Cummings recalled the Joy Farm episode in 1960, writing to Hildegarde Watson. But even in New Hampshire, joyful farms and silver lakes could not conceal the fact that the world was dying. “Though the sun in his heaven says Now,” other forces tell a different story. “As it was in the beginning it is now and always will be,” perhaps, but time oppresses. Many of the last poems try to banish time from the poet’s garden: we are to be “hosts of eternity, not guests of seem.” Besides, “Time cannot children, poets, lovers tell.” There are poems in the last pages of the Complete Poems which go back to the first green nursery rhymes, the neo-Elizabethan Chansons Innocentes, dances of finches, flowers, April, and bells. But Poem 62 in the last collection, 73 Poems, is inescapable: “now does our world descend.” It is impossible to sing songs of “Now” and know that the ghosts will vanish. Paris is burning: “cruel now cancels kind; / friends turn to enemies.”
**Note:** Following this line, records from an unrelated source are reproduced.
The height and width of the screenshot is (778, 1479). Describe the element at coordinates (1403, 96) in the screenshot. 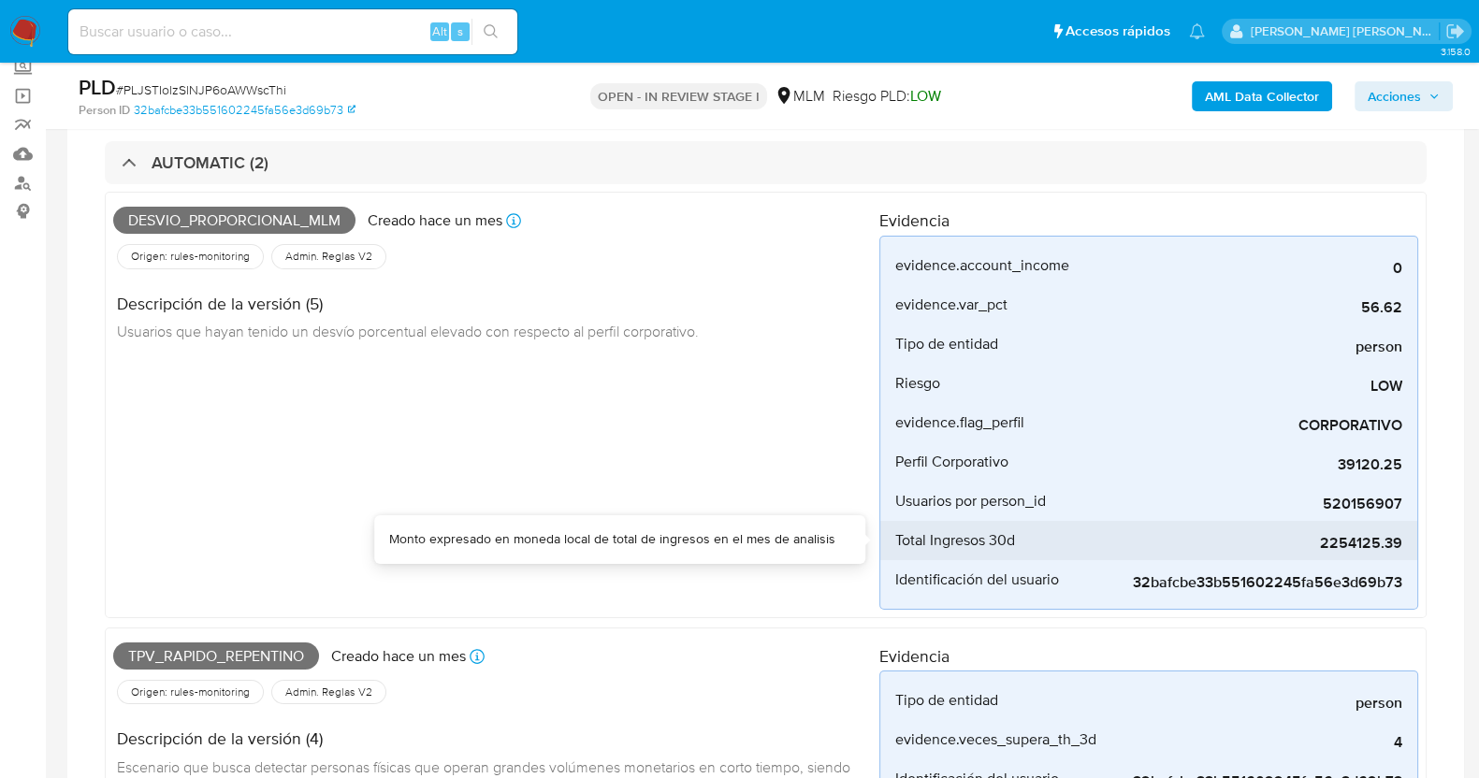

I see `button: Acciones` at that location.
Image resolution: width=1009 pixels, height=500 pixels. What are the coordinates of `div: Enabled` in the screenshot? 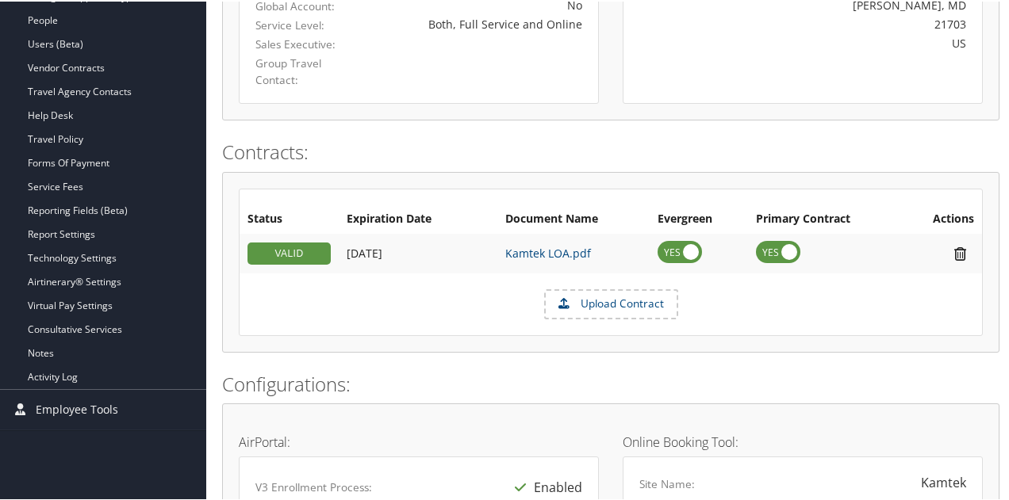 It's located at (544, 486).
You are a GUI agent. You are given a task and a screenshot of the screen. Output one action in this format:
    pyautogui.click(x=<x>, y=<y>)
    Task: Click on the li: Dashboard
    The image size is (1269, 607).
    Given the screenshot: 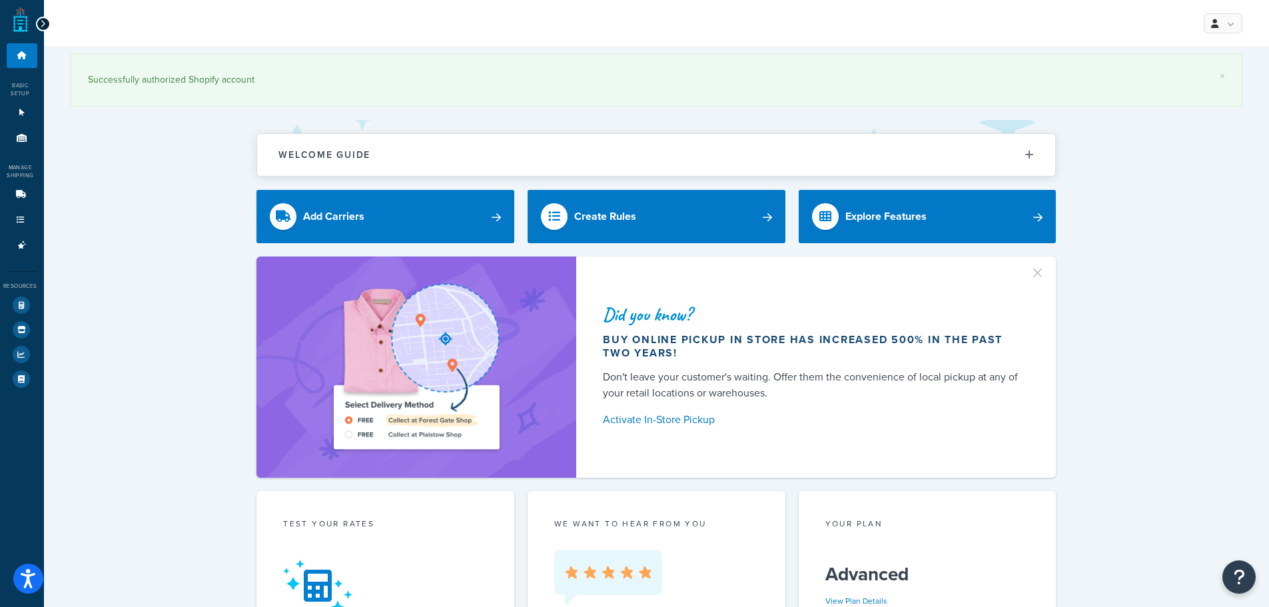 What is the action you would take?
    pyautogui.click(x=22, y=55)
    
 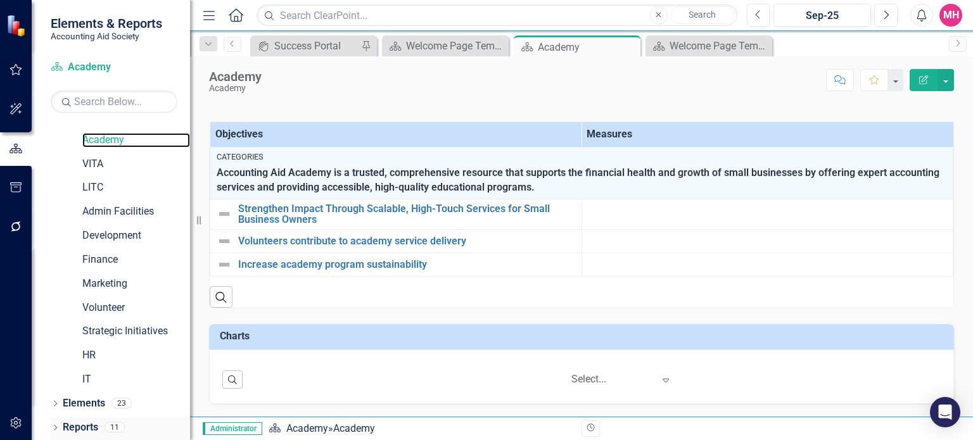 What do you see at coordinates (232, 429) in the screenshot?
I see `span: Administrator` at bounding box center [232, 429].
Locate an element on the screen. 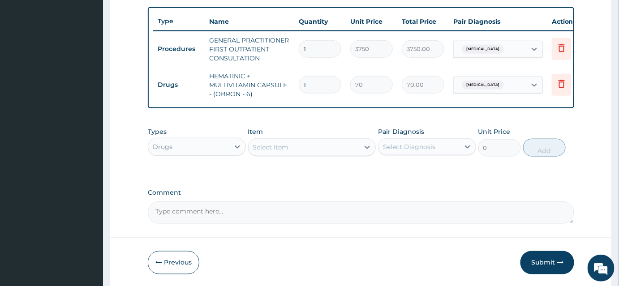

The descent is clearer in the poems than in the letters. But there are signs, visible in a poignant letter to Hildegarde Watson reporting the death of little birds, “the barnswallows of my childhood.” A letter to Mayor Wagner thanks him for saving Patchin Place from “renovation,” but Cummings’s real sentiment emerges in the next letter, “I appeared not long since,” he says, “at City Hall (NY) & was copiously snapshotted with-&-without Mayor Wagner…this being the price we paid, M&I, for not being thrown out of our 35year residence at 4 Patchin; after a lawsuit lasting about a year.” Happily, the letter does not end there. Cummings is writing to the Israeli teacher Matti Meged, sharing Platonic words, quoting an enchanting passage from the Republic. It is hard to think of him as a Platonist, and yet his next-to-last poem, “all worlds have halfsight,” is in Plato’s spirit. Imagine Cummings a Cambridge Platonist, at the end: perhaps this is the right way to go, invoking a lover who “(looking through both life and death) / timelessly celebrates the merciful / wonder no world deny may or believe.” So the last word of the Complete Poems is “believe,” and the last word of the Selected Letters is “bravissimo!”